START Listed records

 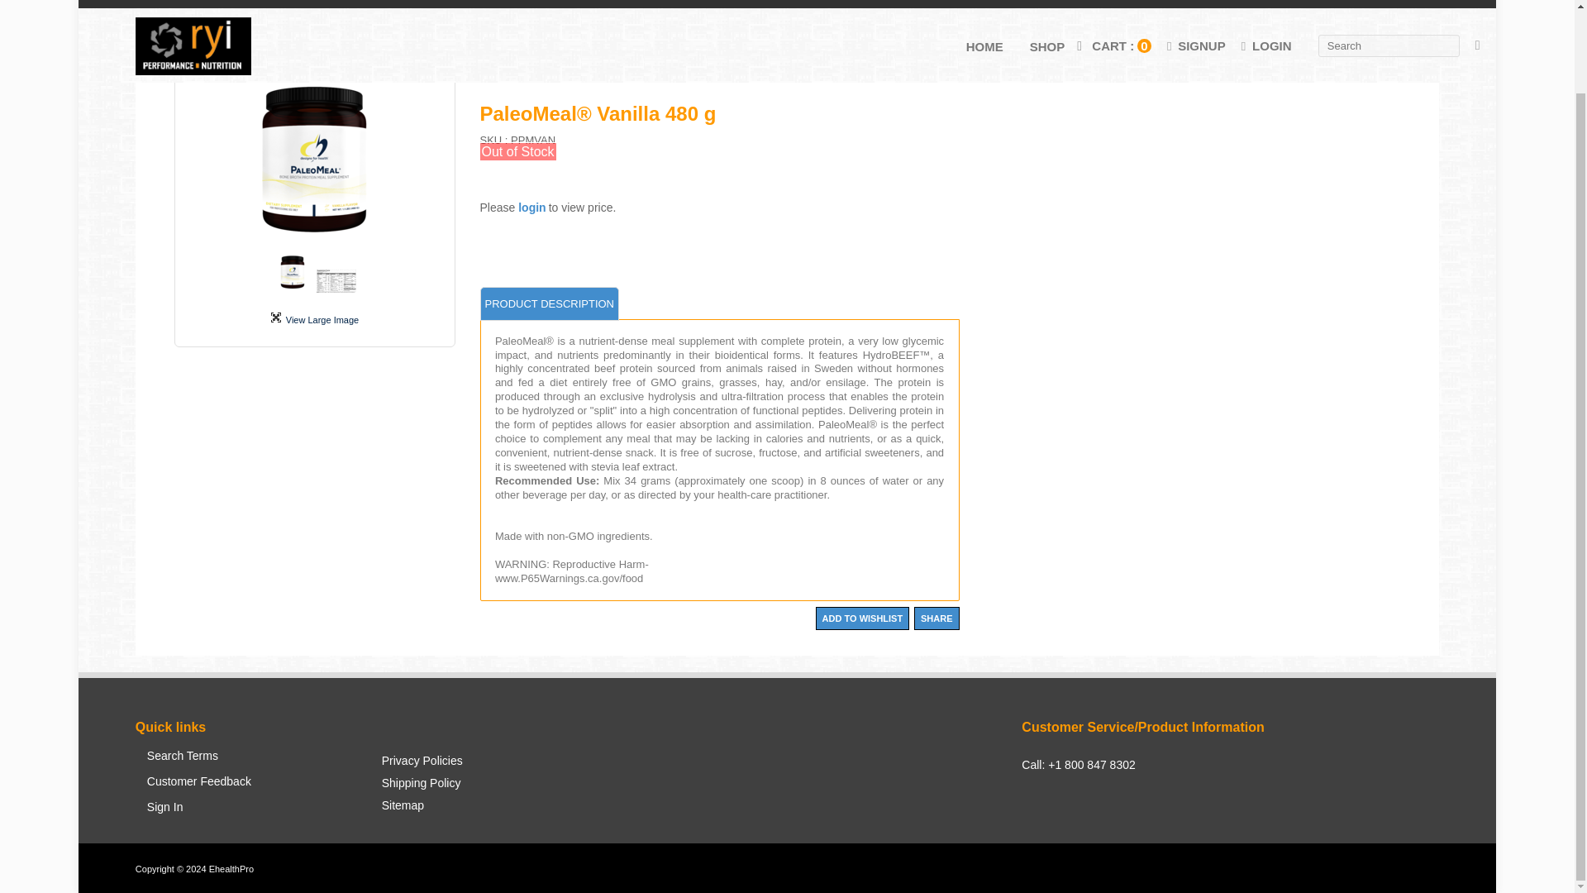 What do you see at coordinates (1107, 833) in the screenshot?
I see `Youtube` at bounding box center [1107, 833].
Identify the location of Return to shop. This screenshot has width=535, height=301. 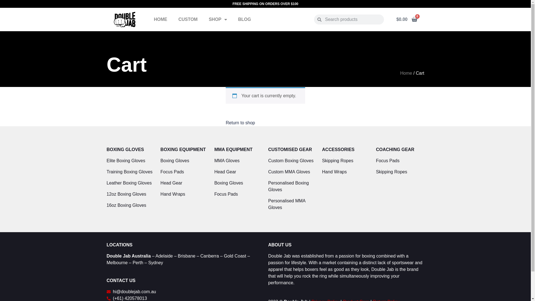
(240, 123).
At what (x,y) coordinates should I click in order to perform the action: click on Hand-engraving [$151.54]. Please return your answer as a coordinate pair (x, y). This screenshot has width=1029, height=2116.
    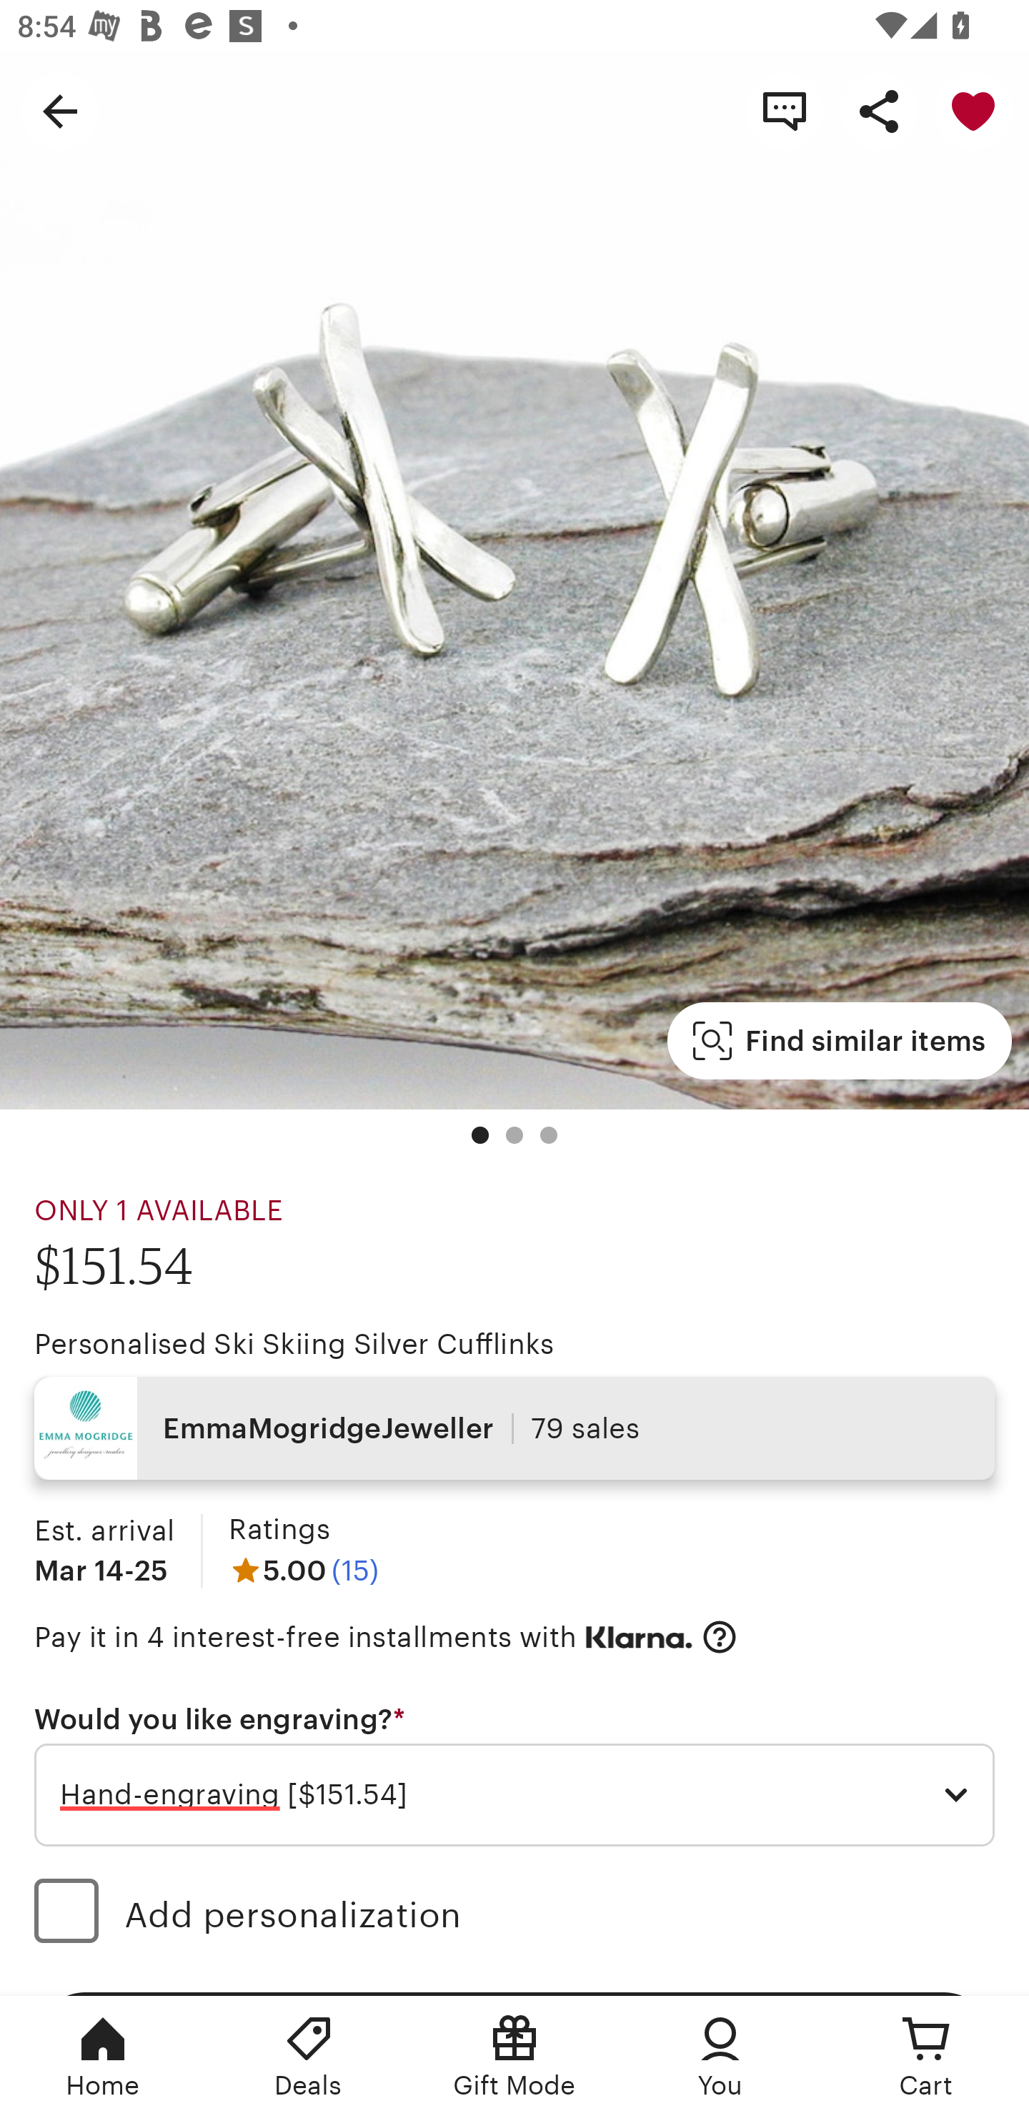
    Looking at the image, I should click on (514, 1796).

END Listed records

■ Work to complete: Take the line that contains "Identify the location" and every line after it down to the last line of the entries above, and output them exactly, with nothing else and no pictures.

■ Exercise result:
Identify the location of Return to shop. This screenshot has width=535, height=301. 
(240, 123).
At what (x,y) coordinates should I click in order to perform the action: click on Hand-engraving [$151.54]. Please return your answer as a coordinate pair (x, y). This screenshot has width=1029, height=2116.
    Looking at the image, I should click on (514, 1796).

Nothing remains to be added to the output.